Initially, however, this was not apparent. In the first weeks after its assumption of power, the Provisional Government enjoyed overwhelming support. The entire country swore allegiance to it, including the grand dukes, the generals, and thousands of junior officers. Even the ultras of the United Gentry, headed by the archreactionary Alexander Samarin, voted in its favor.155 Foreign powers promptly accorded it diplomatic recognition, beginning with the United States (March 9), followed by Britain, France, Italy, and the other Allies. But this display of support from the population and foreign powers was deceptive, encouraging the new cabinet in the illusion that it was firmly in control, whereas it was floating on thin air. Vladimir Nabokov wrote in his memoirs of the Provisional Government: “I primarily remember an atmosphere in which everything experienced seemed unreal.”156
One of the difficulties in understanding the course of the February Revolution lies in the ambivalent nature of
In theory, under
The leaders of the Soviet made no secret of the fact that the Provisional Government existed only at their sufferance. At the All-Russian Consultation of Soviets on March 29, Tsereteli, the Menshevik chairman of the Ispolkom, said that the Provisional Government owed its existence to an agreement which the Petrograd Soviet concluded with “the bourgeois privileged [
Its leaders delivered speeches which humiliated the government and lowered its standing in the eyes of a population accustomed to seeing authority treated with respect. A good example is the speech of Chkheidze on March 24 to a delegation of students who came to the Soviet with a banner hailing the Provisional Government. Chkheidze addressed them as follows:
I see on your banner the slogan “Greetings to the Provisional Government,” but for you it can be no secret that many of its members, on the eve of the Revolution, were trembling and lacked faith in the Revolution. You extend greetings to it. You seem to believe that it will carry high the new standard. If this is so, remain in your belief. As for us, we will support it for as long as it realizes democratic principles. We know, however, that our government is not democratic, but bourgeois. Follow carefully its activity. We shall support all of its measures which tend toward the common good, but all else we shall unmask because at stake is the fate of Russia.160
Such remarks by the second most influential political figure in the Soviet and a leading candidate for President of the Russian Republic give lie to the claims of the apologists for the Soviet that they loyally supported the government. By treating it as an inherently counterrevolutionary institution, kept honest only by the Soviet, they played directly into the hands of their enemies on the left who would argue that if that was the case, then the government should be removed and the Soviet assume full authority.
If the Ispolkom shied away from this logical conclusion of its premise, it was because it lacked the courage of its convictions. The socialists who controlled it wanted the Provisional Government to serve as a lightning rod for popular discontent, while they manipulated affairs from behind the scenes: they wanted to rule without reigning. As Trotsky was later to boast, this gave the Bolsheviks the opportunity to seize power by demanding that the Soviet become de jure what it was de facto.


(TASK):
Could you copy exactly the lines below, beginning at the line with "Home in on *woman*." and stopping after the line with "Identify the bounding box of food.", with no pictures?
:::
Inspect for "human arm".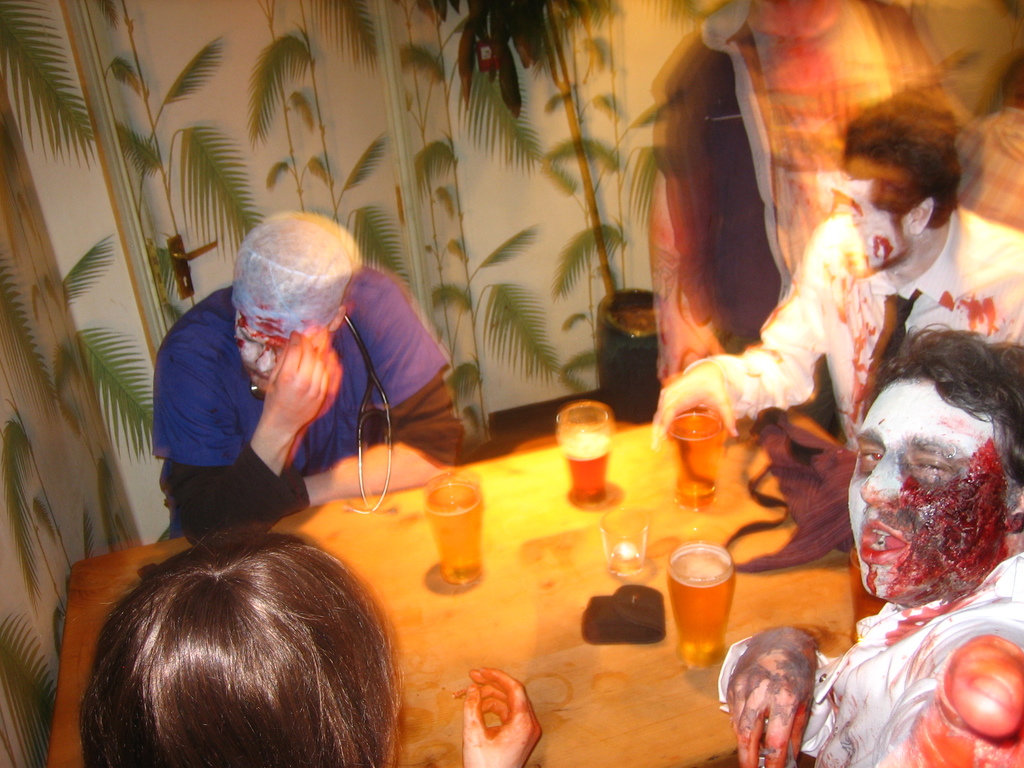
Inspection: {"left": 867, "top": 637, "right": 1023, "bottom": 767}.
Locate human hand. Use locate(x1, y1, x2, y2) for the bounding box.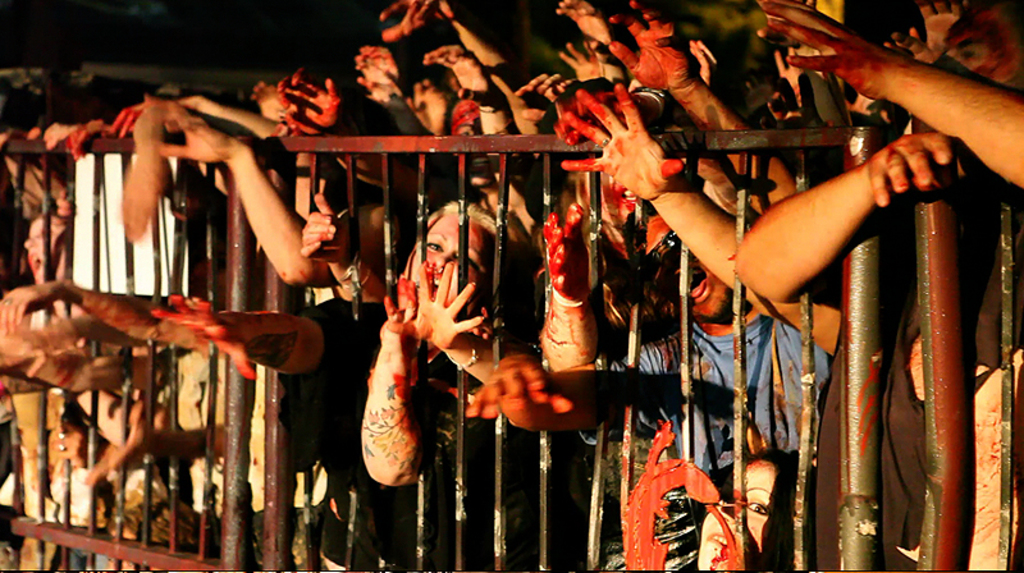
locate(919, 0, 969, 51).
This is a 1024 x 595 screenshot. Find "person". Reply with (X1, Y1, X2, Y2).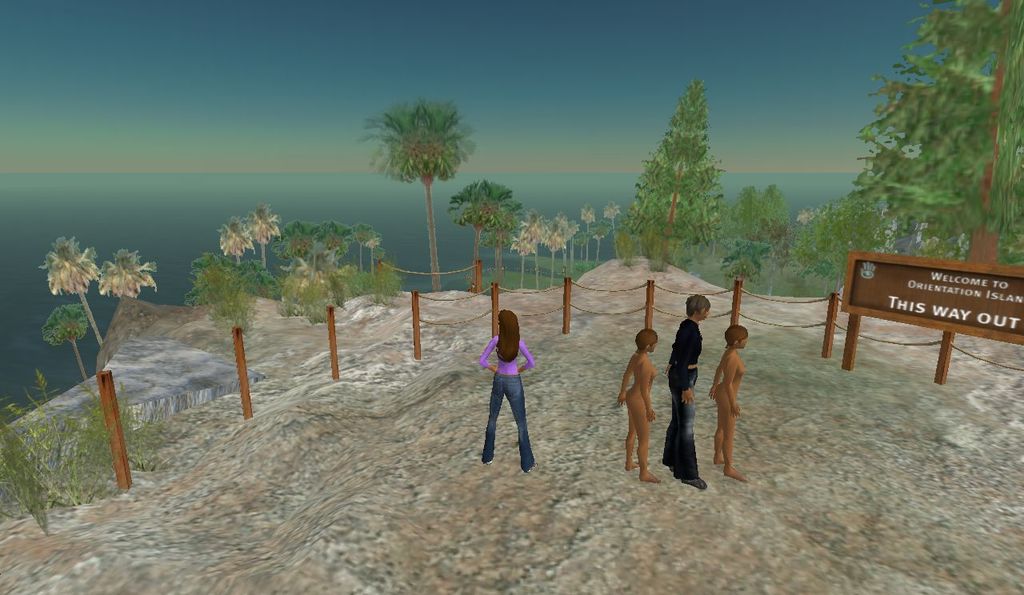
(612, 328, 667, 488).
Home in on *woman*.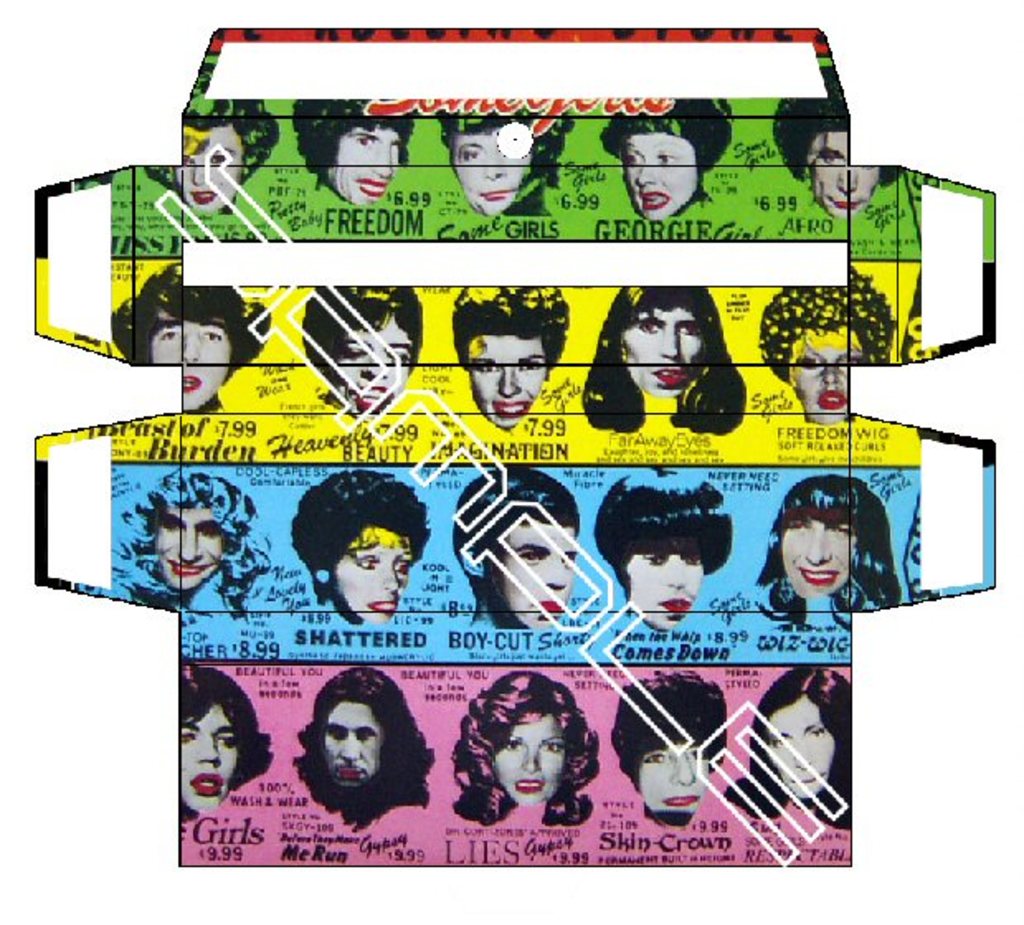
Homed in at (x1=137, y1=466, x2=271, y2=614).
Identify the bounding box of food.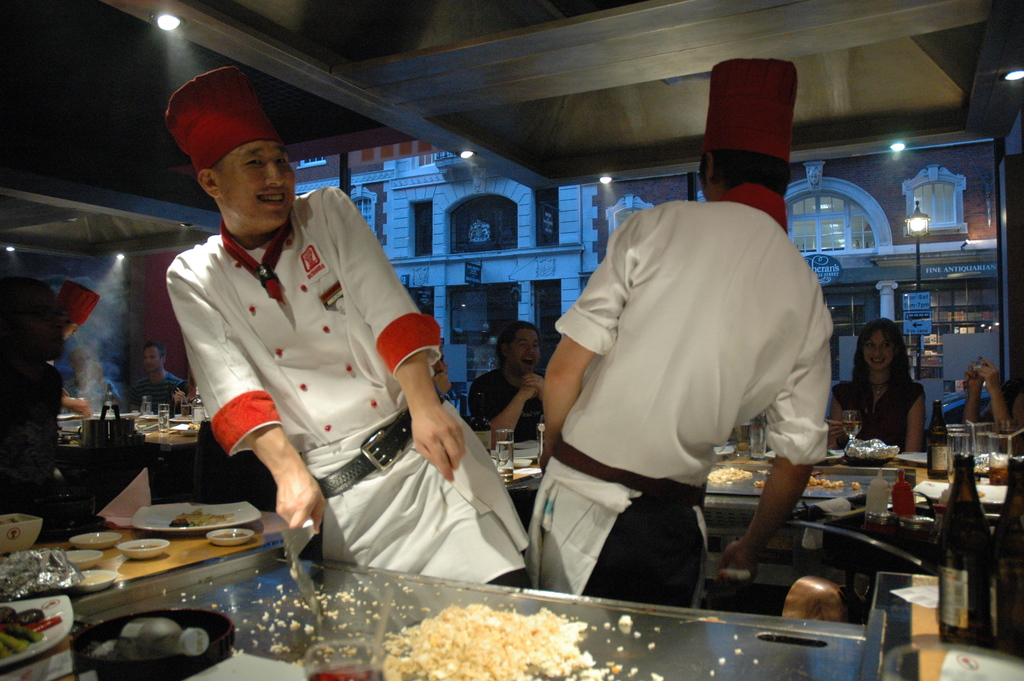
:::
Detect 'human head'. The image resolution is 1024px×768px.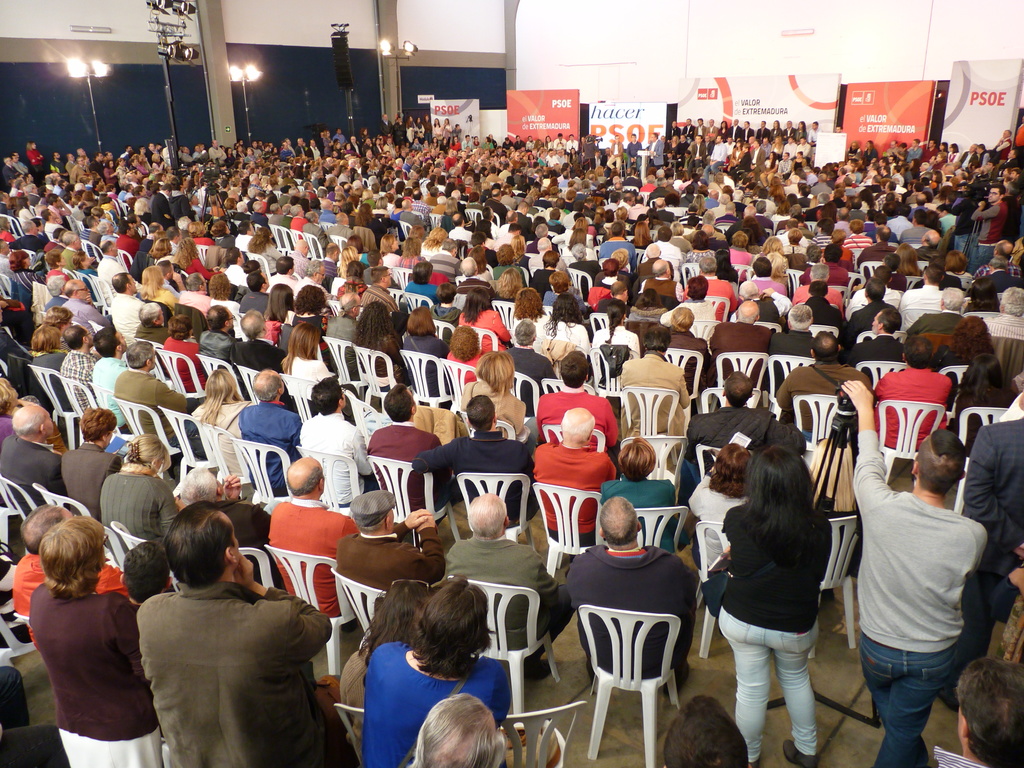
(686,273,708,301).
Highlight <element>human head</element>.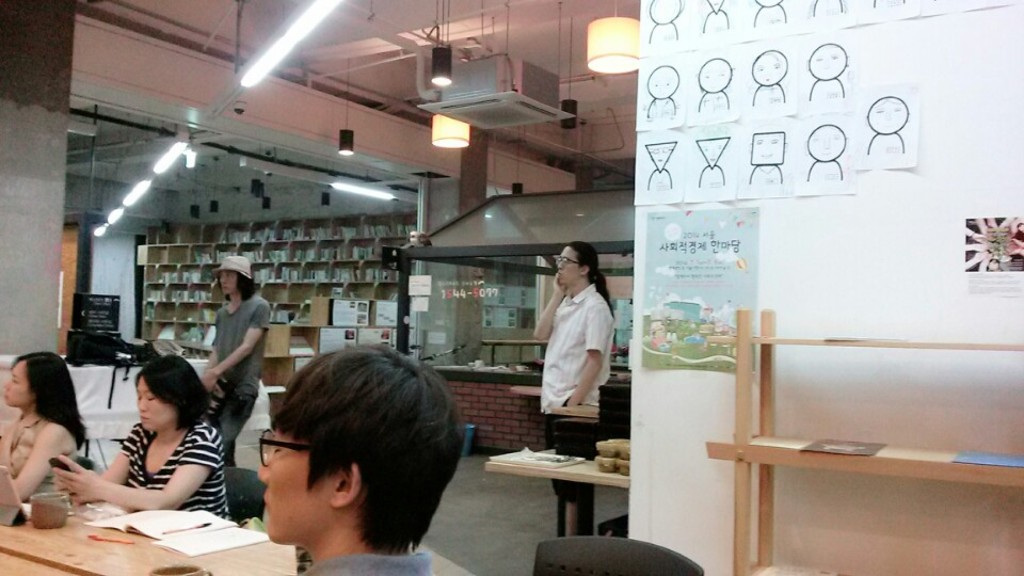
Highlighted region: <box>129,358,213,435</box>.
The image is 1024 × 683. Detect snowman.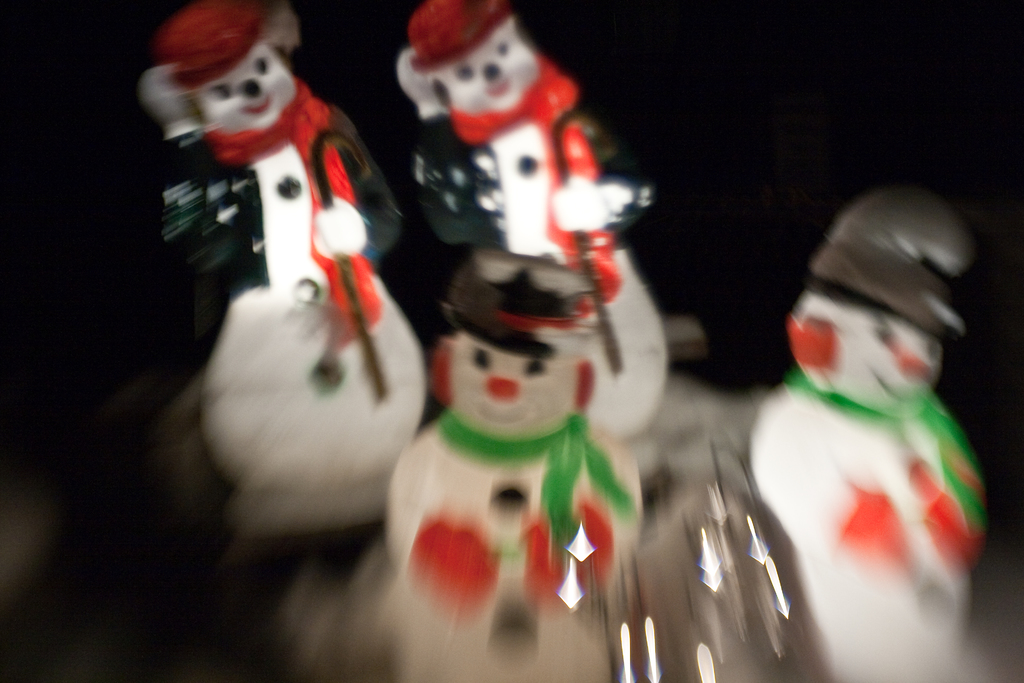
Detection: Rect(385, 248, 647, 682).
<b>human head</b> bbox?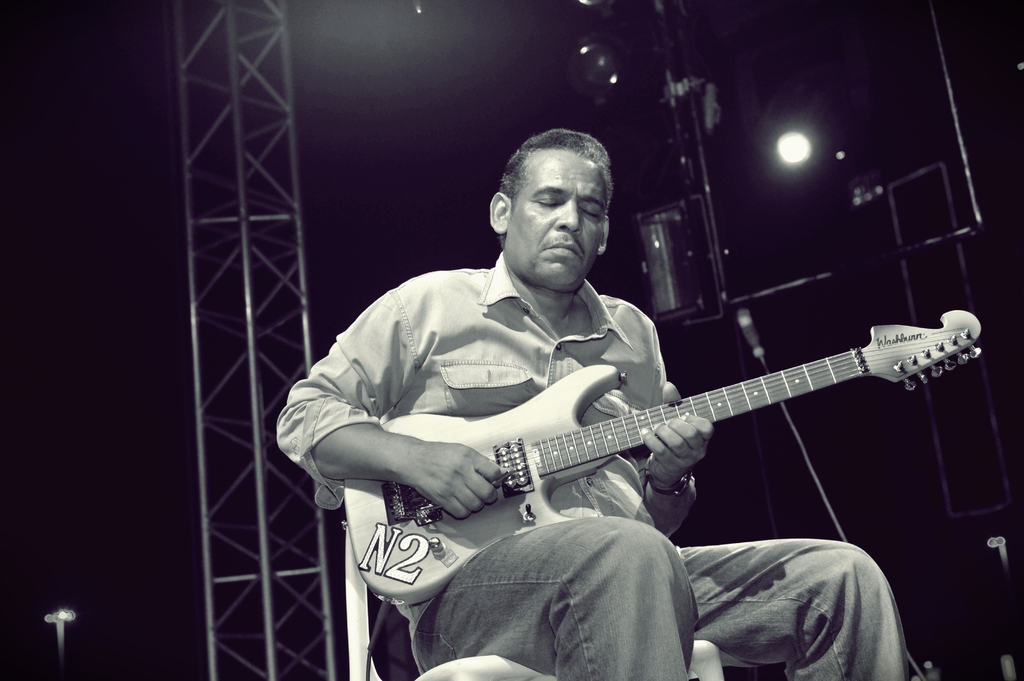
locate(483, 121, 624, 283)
:::
(TASK ANSWER):
Home in on *woman*.
Homed in at (x1=137, y1=466, x2=271, y2=614).
Identify the bounding box of food.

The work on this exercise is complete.